Reminds me, some colleague was once trying to pull up a YouTube vid in Chrome on our megafancy 8k conference screen, but it wouldn't play. He suspected it might be because YT locked down large screens because they didn't like public viewing or whatever.
Pulled it up on my Firefox on Linux, ran fine.




I just watched the whole thing. She makes a consistent case.
I felt a little called out by the being tolerant bit. I for sure haven't had great success in talking to close people about their AI use. And I was maybe a little too cold to colleagues, who tried to get ahead of the AI literacy circus with good intentions, although I grudgingly agreed that they are right.
Maybe I don't meet enough randos to get feeling on the level of pervasiveness of chatbots. Maybe it's a personality thing; I worked myself out of depression mostly by disciplining myself and stopping to buy my own excuses, and that's kind of how I approach every problem now. That sure isn't a vibe that most people respond to.
There was one part of my AI beliefs that wasn't adressed. Besides the "front-end" and "back-end" harms, that can be mitigated, the tech as a whole still seems trash to me. That may be boomerism setting in, but chatbots just feel counter to and displacing my positive vision for a social fabric, be it for responsible professional communities or for interpersonal connections.
(I do buy into the use-case for a context-sensitive search engine, e.g. for walls of legalese. But the current framing of the tools is just so harmful, even that use is hazardous as seen in the anecdote.)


» **PROBLEM DETAILS**:
Would you give back exactly the lines from the line with "The height and" through the end of the entries below, both included, but none of the pictures?

Stored records:
============
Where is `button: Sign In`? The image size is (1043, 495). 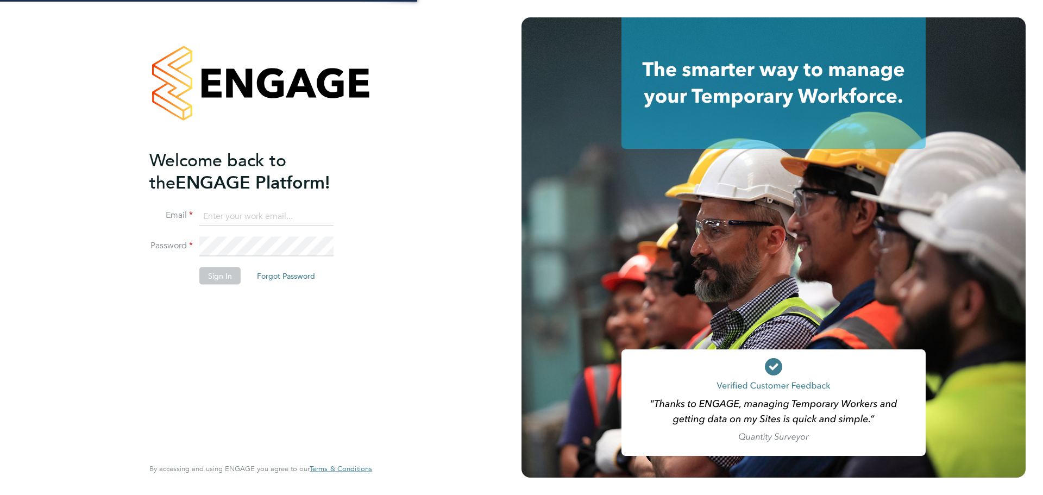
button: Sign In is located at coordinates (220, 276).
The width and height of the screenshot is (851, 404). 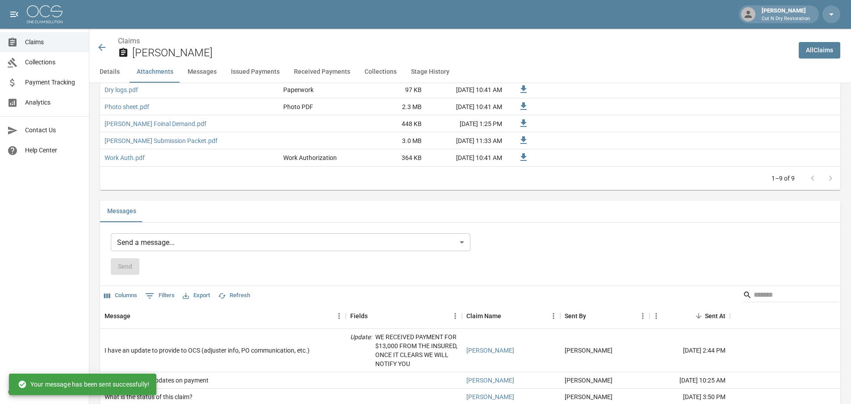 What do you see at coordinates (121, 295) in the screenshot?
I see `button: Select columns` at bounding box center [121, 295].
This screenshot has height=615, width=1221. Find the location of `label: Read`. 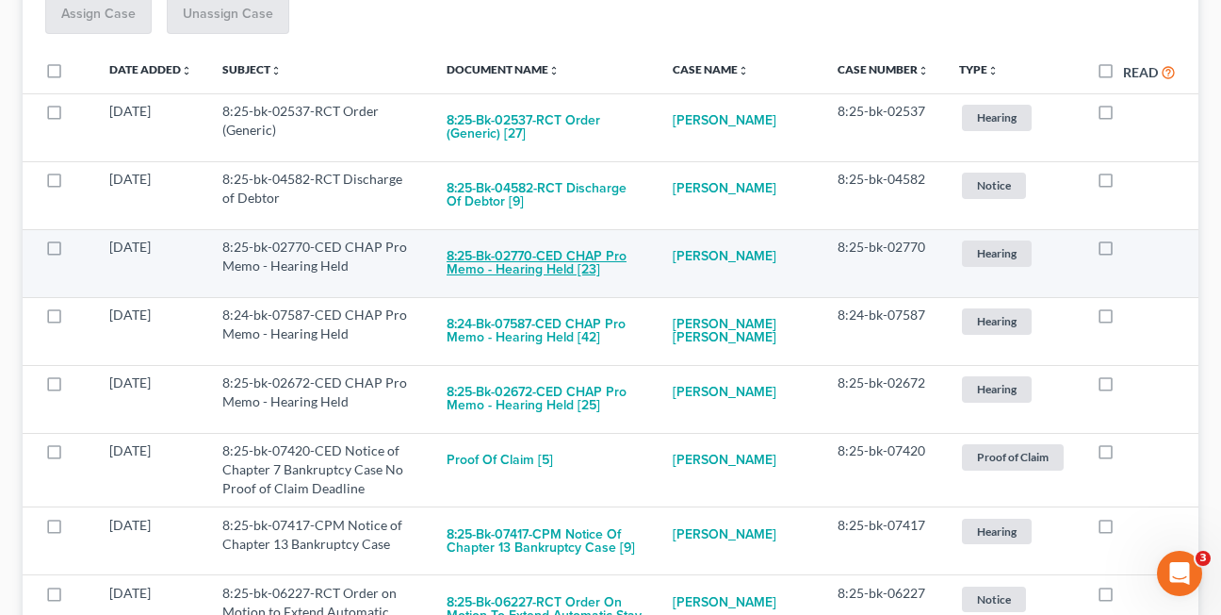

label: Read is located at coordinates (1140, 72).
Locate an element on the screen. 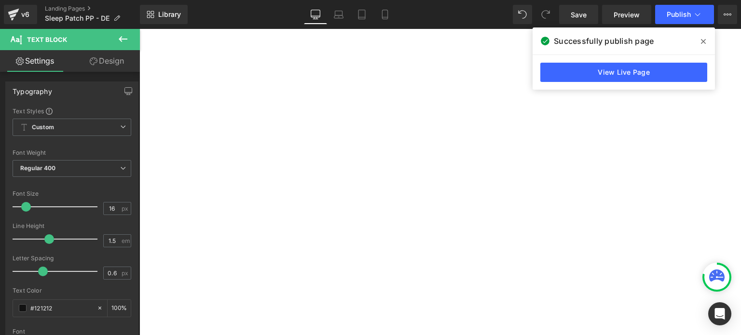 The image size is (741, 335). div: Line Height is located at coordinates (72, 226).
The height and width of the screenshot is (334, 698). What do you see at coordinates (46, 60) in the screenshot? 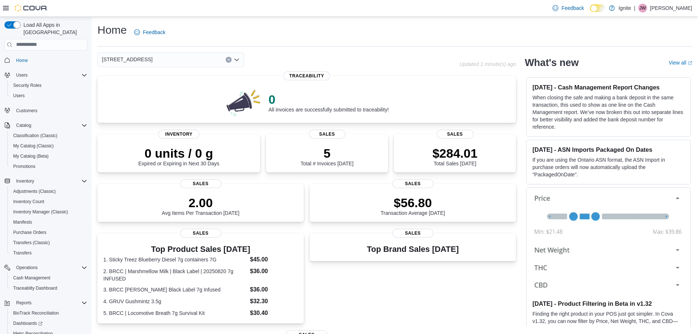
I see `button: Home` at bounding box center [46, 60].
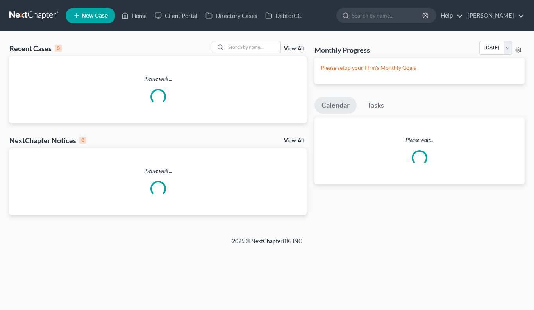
============
» **RESULT OF THIS TASK**:
The height and width of the screenshot is (334, 698). What do you see at coordinates (46, 60) in the screenshot? 
I see `button: Home` at bounding box center [46, 60].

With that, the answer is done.